WestRock traces its origins to Smurfit-Stone, once part of the Smurfit group. Few financial details of any deal have been disclosed. But both groups, particularly Smurfit, will see an opportunity to repackage themselves at a higher valuation in the US stock market. Smurfit would follow the example of another Dublin-based group, CRH.
The combination would have scale. Smurfit WestRock would be the world’s largest paper and packaging group by sales and worth $30bn. Large US paper producers trade at valuation multiples a third or more higher than Smurfit’s.
The timing appears shrewd. Market concerns about waning consumer demand have sent shares in US paper and packaging groups to lows not seen since the depths of the pandemic. Smurfit’s original entry to the US in the 1970s occurred during a similar scenario.
WestRock’s share price has suffered since listing in 2015, trailing its biggest US peers and the only one with negative total returns over the period. Its own acquisitions have left it with a heavy net debt load of $9.4bn. That partly explains why WestRock trades at 6 times multiple of ebitda, compared to 8 and 10 times for International Paper and Packaging Corp of America, respectively.
Operational overlap between Smurfit and WestRock is limited. They have under 10 per cent exposure in each other’s main European and US markets. Nonetheless, Smurfit expects annual pre-tax cost savings of $400mn at the end of the first year. WestRock was already pursuing its own cost reductions.

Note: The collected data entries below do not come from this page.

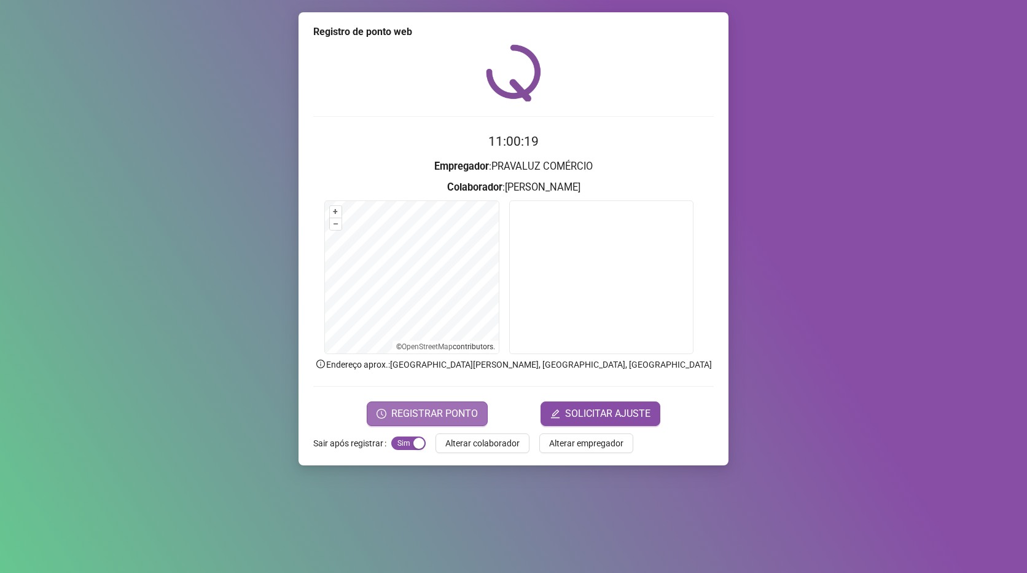 The image size is (1027, 573). Describe the element at coordinates (352, 443) in the screenshot. I see `label: Sair após registrar` at that location.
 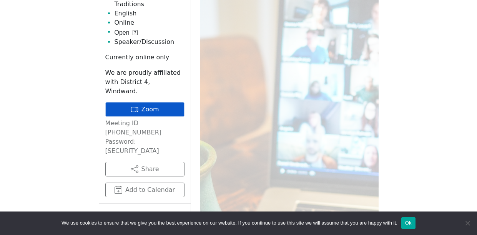 I want to click on button: Open, so click(x=126, y=33).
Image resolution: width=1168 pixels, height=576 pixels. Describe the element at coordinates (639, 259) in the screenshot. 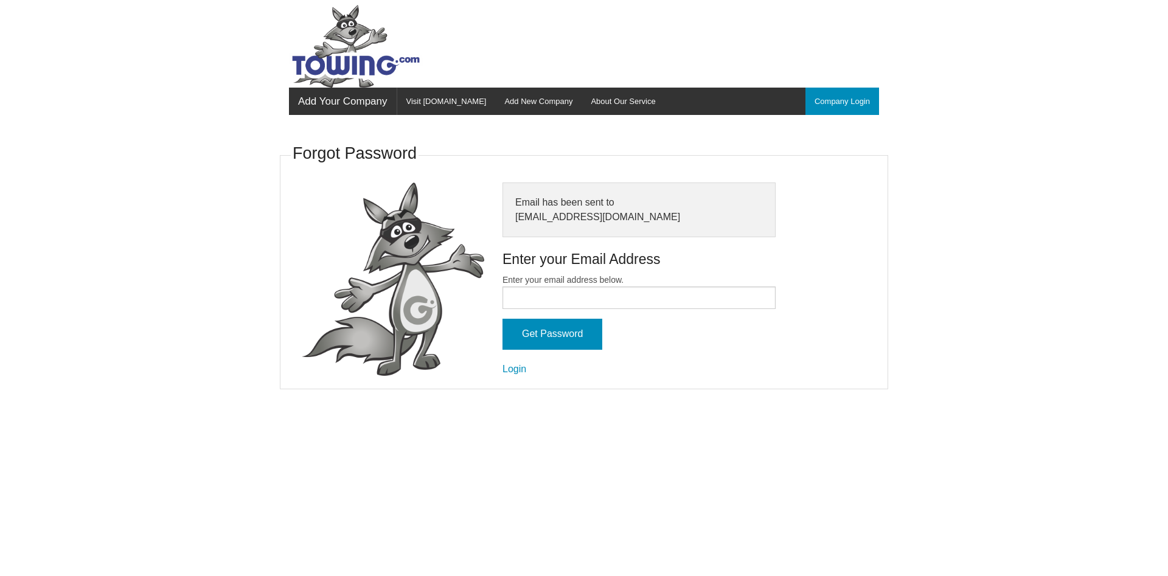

At current market values an all share tie-up would mean Smurfit shareholders own 56 per cent of the new group. However, on an ebitda basis Smurfit would contribute just 43 per cent, so expect the exchange ratio to fall towards 51 per cent. Net debt climbs to 2.5 times this year’s expected ebitda.
Proposed cost savings proposed alone would add $2.4bn of value or 8 per cent to the total. The valuation kicker comes from the decision to move the main listing away from London to New York. While a re-rating is a real possibility, this shift only reinforces the perception of London’s own valuation funk.